© 2024 SDPB Radio
Play Live Radio
Next Up:
0:00
0:00
0:00 0:00
Available On Air Stations

An Amazing Trickeration?: Banished Words For 2012

During the 2011 MTV Video Music Awards in Los Angeles on Aug. 28, 2011, singer Beyonce Knowles rubbed her stomach in the middle of the performance to reveal her baby bump. "Baby bump" is one of the words on Lake Superior State University's list of banished words this year.
Jemal Countess
/
Getty Images
During the 2011 MTV Video Music Awards in Los Angeles on Aug. 28, 2011, singer Beyonce Knowles rubbed her stomach in the middle of the performance to reveal her baby bump. "Baby bump" is one of the words on Lake Superior State University's list of banished words this year.

On New Year's day in 1976, Lake Superior State University in Michigan released its first "List of Words Banished from the Queen's English for Misuse, Overuse and General Uselessness". Every year since then, it has taken nominations for words and phrases we should quit using in the coming year. Last year's list included such anti-favorites as "viral," "epic" and "refudiate."

In Washington, D.C., pedestrians nominated "ping me", "literally" used incorrectly, "bro," "hater," "hating," "totes" and "amazing."

John Shibley, who helped compile Lake Superior's 37th annual list of banished words, says "amazing" was also one of the dozen that made the final list, receiving several thousand nominations from around the world.

"One that hadn't shown up on our all-time banished list, which surprised us, is 'amazing,'" Shibley told weekends on All Things Considered host Rebecca Sheir.

"This is sort of a tongue-in-cheek endeavor, when people notice they hear it too much on the media or when they're conversing with other people. It sort of is like a pebble stuck in your shoe," Shibley says. "People are either really angry at a word or phrase that's overused or just find it's a quirky word that's time to retire."

Other words that made the list were man cave and ginormous.

"Two weeks ago, we didn't have any notion at all that [man cave] would show up," Shibley said. "And I always like the dark horse words that float to the top and surprise us."

The First List

At a New Year's Eve party in 1975, Bill Rabe, the former college relations director, made a bet with the faculty that he could go home and type up five words and phrases that they talked about that they felt were overused. The 1976 list included "detente" and "macho." Lake Superior State now has close to 900 words on its all-time banished list.

Rabe was a stringer for United Press International and he sent it off for publication. UPI ran it on New Year's day and shortly afterward, cards and letters started pouring in from people who had seen his list.

"So he settled into a habit ... before long, it grew legs and took off," Shibley says.

Shibley says Lake Superior State receives thousands of nominations from all over the world. Shibley, another colleague in the public relations office and students then go through the nominations and try to settle on 15 words.

Reflective Of The Times

Shibley says that looking through the lists can be like "looking at snapshots of cultural movements back then, times gone by".

Several words on this year's list, like "occupy," "shared sacrifice" and "win the future" echoed social and political themes of the year.

Shibley says one student brought in a pizza and waved his fingers "like W.C. Fields and says, 'I'm going to occupy this pizza.'" The word "occupy" was nominated by many college students who felt it was used as a verb too much for other things.

"But that's how language develops, from contemporary events," Shibley tells Shier. "I personally don't want to see language squelched in any way or form because I think it's a living thing. It reflects us and it's always changing."

Shibley says that while the list is made in jest, it is a list that is meant to start a conversation about words and how people express themselves.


■ EXERCISE OBJECTIVE ■
Beneath this line are the data; copy exactly the part of them that opens with the line containing "This screenshot has height=331, width=690." and closes with the line containing "This screenshot has width=1044, height=521.", and only that part.

(SOURCE MATERIAL begins)

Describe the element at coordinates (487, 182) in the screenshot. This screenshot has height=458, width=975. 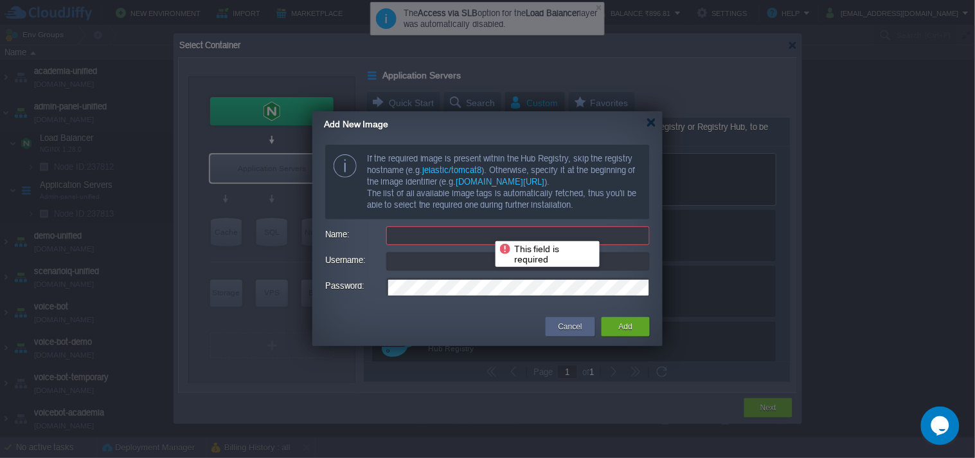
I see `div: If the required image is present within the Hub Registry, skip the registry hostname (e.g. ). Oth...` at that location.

(SOURCE MATERIAL ends)
(SOURCE MATERIAL begins)

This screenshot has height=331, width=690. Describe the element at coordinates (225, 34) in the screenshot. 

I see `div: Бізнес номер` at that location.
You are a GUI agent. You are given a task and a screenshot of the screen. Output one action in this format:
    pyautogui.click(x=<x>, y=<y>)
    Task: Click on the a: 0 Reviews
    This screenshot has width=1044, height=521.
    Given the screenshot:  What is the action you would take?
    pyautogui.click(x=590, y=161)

(SOURCE MATERIAL ends)
(SOURCE MATERIAL begins)

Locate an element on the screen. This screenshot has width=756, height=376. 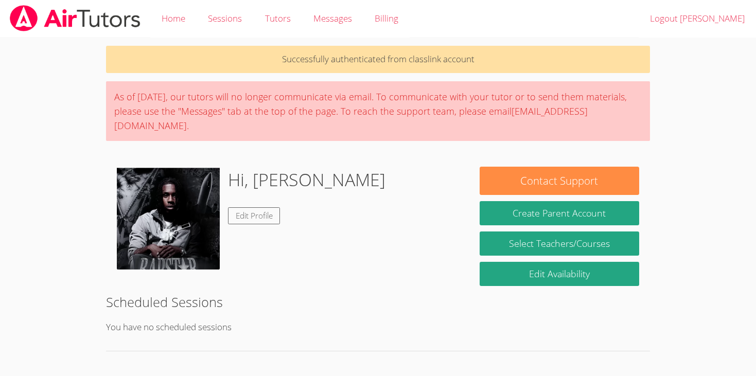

(SOURCE MATERIAL ends)

■ RESULT ■
This screenshot has height=331, width=690. Describe the element at coordinates (225, 34) in the screenshot. 

I see `div: Бізнес номер` at that location.
You are a GUI agent. You are given a task and a screenshot of the screen. Output one action in this format:
    pyautogui.click(x=<x>, y=<y>)
    Task: Click on the a: 0 Reviews
    This screenshot has width=1044, height=521.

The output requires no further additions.